The Wabanaki Confederacy were military allies of New France through the four French and Indian Wars while the British colonies were allied with the Iroquois Confederacy. During the French and Indian War – the North American theater of theSeven Years' War – New England fought successfully against French Acadia. The British removed Acadians from Acadia (Nova Scotia) and replaced them with New England Planters.[13] Eventually, some Acadians resettled in Louisiana, where they developed a distinctive rural Cajun culture that still exists. They became American citizens in 1803 with the Louisiana Purchase.[14] Other French villages along the Mississippi and Illinois rivers were absorbed when the Americans started arriving after 1770, or settlers moved west to escape them.[15] French influence and language in New Orleans, Louisiana and the Gulf Coast was more enduring; New Orleans was notable for its large population of free people of color before the Civil War.
British colonization[edit]
The strip of land along the eastern seacoast was settled primarily by English colonists in the 17th century along with much smaller numbers of Dutch and Swedes. Colonial America was defined by a severe labor shortage that employed forms ofunfree labor such as slavery and indentured servitude and by a British policy of benign neglect (salutary neglect). Over half of all European immigrants to Colonial America arrived as indentured servants.[17] Salutary neglect permitted the development of an American spirit distinct from that of its European founders.[18]
The first successful English colony, Jamestown, was established in 1607 on the James River in Virginia. Jamestown languished for decades until a new wave of settlers arrived in the late 17th century and established commercial agriculture based on tobacco. Between the late 1610s and the Revolution, the British shipped an estimated 50,000 convicts to their American colonies.[19] A severe instance of conflict was the 1622 Powhatan uprising in Virginia in which Native Americans killed hundreds of English settlers. The largest conflicts between Native Americans and English settlers in the 17th century were King Philip's War in New England[20] and the Yamasee War in South Carolina.[21]

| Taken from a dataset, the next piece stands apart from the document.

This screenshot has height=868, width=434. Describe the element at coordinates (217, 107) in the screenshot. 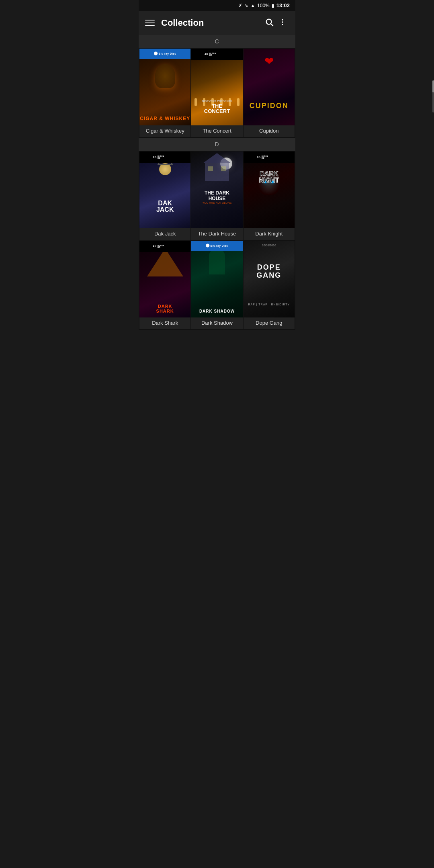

New England was initially settled primarily by Puritans. The Pilgrims established a settlement in 1620 at Plymouth Colony, which was followed by the establishment of the Massachusetts Bay Colony in 1630. The Middle Colonies, consisting of the present-day states of New York, New Jersey, Pennsylvania, and Delaware, were characterized by a large degree of diversity. The first attempted English settlement south of Virginia was the Province of Carolina, with Georgia Colony – the last of the Thirteen Colonies – established in 1733.[22]
The colonies were characterized by religious diversity, with many Congregationalists in New England, German and Dutch Reformed in the Middle Colonies, Catholics in Maryland, and Scots-Irish Presbyterians on the frontier. Sephardic Jews were among early settlers in cities of New England and the South. Many immigrants arrived as religious refugees: French Huguenots settled in New York, Virginia and the Carolinas. Many royal officials and merchants were Anglicans.[23]
Religiosity expanded greatly after the First Great Awakening, a religious revival in the 1740s led by preachers such asJonathan Edwards and George Whitefield. American Evangelicals affected by the Awakening added a new emphasis on divine outpourings of the Holy Spirit and conversions that implanted within new believers an intense love for God. Revivals encapsulated those hallmarks and carried the newly created evangelicalism into the early republic, setting the stage for the Second Great Awakening beginning in the late 1790s.